Friday, 10 May 2013

#13 evaluation presentation

Posted by Noor Izzati Ariff at 23:41
Assalamualaikum..

On this class, we have to present the task that have been given to us two weeks ago. We need to present our topic of evaluation website. For me, i got a focus group topic.


Focus groups are moderated meetings of 'involved' people discussing their experience of an educational intervention.

They are a useful tool for formative/developmental or summative/retrospective evaluation and can serve as a single, self-contained method or link to other evaluation activities.


Uses
-Generating hypotheses 
-Developing interview schedules 
-Identifying key issues 
-Developing emergent themes 
-Illuminating quantitative responses 
-'Learner centred' course development 
-Getting reflective feedback on interim interpretations of study outcomes 

Main advantage: obtaining a large amount of interactive information on a topic comparatively easily, within a short time.
Main disadvantage: the setting is not 'natural' but deliberate

Process:
1. Define issues for focus 
Start with broad themes which can be made explicit to the groups, keep a checklist of individual points of concern to prompt for, if they don't emerge naturally.
2. Identify participants from relevant population
Try to make these representative of various types of 'user', i.e. different motivations, different entry levels, different learning environments ... 
3. Design the sessions 
Set group size - between 6 and 12 is recommended.
•Decide whether mixed groups or contrastive groups will best serve your need, comparing similar groups to check agreement or distinct groups to establish perspectives on issues.
•Decide on structuring strategy - one or two broad topics, or a guided programme for discussion within allocated timeslots?
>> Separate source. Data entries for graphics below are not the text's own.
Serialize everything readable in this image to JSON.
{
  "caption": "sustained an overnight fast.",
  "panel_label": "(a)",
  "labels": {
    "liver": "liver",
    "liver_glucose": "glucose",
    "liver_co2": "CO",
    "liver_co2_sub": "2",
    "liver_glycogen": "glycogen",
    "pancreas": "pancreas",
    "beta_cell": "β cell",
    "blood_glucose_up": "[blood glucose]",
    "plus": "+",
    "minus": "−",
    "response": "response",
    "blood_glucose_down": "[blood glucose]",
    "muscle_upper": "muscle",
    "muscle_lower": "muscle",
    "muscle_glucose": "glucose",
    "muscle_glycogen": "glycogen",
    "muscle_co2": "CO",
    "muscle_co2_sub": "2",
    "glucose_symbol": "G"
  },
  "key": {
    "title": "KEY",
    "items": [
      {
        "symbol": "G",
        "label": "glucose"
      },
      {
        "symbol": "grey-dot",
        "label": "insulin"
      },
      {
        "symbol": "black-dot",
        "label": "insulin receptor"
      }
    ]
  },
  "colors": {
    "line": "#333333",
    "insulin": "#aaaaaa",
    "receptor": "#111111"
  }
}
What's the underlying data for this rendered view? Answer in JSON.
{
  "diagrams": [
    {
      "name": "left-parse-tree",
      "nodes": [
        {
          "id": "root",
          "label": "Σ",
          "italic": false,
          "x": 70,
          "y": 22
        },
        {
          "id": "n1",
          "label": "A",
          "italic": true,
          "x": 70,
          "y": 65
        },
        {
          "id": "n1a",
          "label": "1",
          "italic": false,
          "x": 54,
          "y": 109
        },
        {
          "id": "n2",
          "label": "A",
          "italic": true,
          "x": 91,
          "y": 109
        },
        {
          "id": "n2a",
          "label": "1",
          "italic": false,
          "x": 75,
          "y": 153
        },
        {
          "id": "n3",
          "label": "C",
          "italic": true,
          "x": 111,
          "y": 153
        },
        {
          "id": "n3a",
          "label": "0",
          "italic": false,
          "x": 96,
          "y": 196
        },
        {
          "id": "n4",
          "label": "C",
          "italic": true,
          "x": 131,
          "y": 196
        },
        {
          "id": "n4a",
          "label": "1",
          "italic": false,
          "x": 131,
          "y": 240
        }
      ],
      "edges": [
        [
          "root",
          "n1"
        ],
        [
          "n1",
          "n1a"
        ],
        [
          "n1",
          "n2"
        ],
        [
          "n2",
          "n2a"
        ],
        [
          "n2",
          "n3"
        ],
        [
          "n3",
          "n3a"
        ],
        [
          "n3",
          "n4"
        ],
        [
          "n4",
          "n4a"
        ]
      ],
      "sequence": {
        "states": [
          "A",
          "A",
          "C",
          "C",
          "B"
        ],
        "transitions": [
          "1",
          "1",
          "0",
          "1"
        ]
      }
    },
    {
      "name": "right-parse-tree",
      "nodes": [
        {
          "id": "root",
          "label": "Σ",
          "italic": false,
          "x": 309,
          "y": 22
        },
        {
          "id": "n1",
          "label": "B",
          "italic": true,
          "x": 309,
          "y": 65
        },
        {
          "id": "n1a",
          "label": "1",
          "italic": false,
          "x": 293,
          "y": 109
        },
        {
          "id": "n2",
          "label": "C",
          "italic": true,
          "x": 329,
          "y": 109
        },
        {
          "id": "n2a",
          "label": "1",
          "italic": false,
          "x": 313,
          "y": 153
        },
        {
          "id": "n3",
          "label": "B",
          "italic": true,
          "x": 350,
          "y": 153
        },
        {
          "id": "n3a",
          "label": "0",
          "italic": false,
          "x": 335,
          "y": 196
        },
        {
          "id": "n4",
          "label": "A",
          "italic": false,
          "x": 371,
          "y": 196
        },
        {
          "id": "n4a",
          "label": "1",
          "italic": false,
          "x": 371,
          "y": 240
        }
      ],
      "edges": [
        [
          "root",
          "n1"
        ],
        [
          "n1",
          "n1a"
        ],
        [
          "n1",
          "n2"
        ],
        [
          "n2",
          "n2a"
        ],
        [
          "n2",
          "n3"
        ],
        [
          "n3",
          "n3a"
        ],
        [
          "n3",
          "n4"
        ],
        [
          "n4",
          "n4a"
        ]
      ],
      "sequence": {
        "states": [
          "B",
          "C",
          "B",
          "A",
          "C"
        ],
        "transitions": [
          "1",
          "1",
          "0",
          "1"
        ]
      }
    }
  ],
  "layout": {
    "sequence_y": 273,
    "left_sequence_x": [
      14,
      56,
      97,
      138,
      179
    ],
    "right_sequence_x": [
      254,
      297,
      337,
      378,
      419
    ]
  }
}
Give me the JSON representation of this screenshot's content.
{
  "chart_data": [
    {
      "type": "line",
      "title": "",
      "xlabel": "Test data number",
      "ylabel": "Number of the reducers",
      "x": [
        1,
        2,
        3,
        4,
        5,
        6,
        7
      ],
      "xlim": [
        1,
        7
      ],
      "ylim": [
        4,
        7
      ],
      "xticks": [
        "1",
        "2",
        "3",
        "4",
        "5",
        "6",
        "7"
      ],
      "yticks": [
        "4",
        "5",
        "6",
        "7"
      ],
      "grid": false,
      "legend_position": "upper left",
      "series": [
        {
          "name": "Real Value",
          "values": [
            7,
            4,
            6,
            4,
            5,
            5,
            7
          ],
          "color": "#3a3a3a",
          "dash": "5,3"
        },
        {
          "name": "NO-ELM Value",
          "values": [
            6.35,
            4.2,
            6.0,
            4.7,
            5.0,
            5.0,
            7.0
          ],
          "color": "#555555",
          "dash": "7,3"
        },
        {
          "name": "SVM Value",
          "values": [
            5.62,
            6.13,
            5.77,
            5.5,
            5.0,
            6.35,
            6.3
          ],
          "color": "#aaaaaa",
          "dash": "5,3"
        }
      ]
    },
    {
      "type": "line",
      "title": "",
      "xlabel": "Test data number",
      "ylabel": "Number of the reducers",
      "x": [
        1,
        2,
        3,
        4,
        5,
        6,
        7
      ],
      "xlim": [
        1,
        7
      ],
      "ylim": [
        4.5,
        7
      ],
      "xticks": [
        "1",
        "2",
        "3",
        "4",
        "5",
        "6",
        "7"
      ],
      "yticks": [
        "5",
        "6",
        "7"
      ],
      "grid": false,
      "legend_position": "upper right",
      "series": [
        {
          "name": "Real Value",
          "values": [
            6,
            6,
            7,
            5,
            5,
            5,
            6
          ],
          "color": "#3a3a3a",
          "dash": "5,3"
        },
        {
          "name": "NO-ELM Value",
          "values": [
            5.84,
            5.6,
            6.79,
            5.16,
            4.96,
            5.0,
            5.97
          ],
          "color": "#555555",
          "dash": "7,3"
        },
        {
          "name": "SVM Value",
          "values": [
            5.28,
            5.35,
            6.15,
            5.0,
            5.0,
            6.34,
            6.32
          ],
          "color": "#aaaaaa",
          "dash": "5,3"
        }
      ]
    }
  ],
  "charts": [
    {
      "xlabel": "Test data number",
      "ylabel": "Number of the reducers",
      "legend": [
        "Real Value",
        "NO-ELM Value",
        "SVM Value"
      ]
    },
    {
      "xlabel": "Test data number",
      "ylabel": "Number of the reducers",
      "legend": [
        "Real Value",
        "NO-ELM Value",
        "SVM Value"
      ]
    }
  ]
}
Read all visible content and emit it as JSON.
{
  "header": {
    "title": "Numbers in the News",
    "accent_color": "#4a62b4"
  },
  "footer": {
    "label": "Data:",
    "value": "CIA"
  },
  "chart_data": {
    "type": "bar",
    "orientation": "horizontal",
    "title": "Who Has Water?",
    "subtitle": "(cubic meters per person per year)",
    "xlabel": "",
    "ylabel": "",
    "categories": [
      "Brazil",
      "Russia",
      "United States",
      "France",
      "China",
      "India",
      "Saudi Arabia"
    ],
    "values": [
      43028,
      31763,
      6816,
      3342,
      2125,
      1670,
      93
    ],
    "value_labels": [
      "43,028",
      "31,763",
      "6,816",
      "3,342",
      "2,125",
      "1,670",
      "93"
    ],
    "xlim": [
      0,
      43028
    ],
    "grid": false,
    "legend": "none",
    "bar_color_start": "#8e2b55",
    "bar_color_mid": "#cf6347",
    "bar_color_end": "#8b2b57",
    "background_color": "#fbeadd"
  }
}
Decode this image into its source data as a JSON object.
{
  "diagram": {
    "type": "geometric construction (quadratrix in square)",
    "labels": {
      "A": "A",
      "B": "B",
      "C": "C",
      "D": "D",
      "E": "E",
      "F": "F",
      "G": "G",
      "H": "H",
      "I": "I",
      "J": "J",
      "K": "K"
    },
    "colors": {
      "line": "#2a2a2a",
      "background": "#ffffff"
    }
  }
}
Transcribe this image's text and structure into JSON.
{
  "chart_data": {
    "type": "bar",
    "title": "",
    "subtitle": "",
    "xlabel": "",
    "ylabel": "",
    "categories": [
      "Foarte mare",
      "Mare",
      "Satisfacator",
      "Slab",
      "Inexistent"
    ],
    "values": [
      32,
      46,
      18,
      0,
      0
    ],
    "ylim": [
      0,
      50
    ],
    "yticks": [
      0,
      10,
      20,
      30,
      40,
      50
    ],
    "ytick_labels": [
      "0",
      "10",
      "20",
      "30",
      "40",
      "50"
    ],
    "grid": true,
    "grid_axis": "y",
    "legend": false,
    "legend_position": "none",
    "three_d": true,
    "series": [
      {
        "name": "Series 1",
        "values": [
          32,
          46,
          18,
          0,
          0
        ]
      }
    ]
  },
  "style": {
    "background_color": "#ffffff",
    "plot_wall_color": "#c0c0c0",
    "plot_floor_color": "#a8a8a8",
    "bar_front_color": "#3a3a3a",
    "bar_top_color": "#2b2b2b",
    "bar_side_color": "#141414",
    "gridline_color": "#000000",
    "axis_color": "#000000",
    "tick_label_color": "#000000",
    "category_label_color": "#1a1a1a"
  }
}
Let conversation flow, if purpose is exploration.
•Define required analysis level - qualitative, 'ethnographic' or systematic content coding, or a combination of these, depending on goals and resourcing. (The data will be 'rich' so it is best not to set too many focus items for one sitting.)
•Decide on recording options - notes? audio recorded? video-recorded?
4. Stage the sessions! 
The most important thing is to be both confident, and relaxed - then they will be too. 
5. Transcribe records 
Verbatim, expressing as written text, or noting against pre-defined criteria whilst listening to/watching tape.
6. (Code and) analyse transcripts 
Start with two, and examine closely to establish most useful breakdown of detail in terms of evaluation targets. Broad possibilities are by topic theme, or by participant type. When procedure agreed, test it against remaining transcripts - does it cover the data?
7. Interpret findings 
Integrate with other outcomes from other methods used.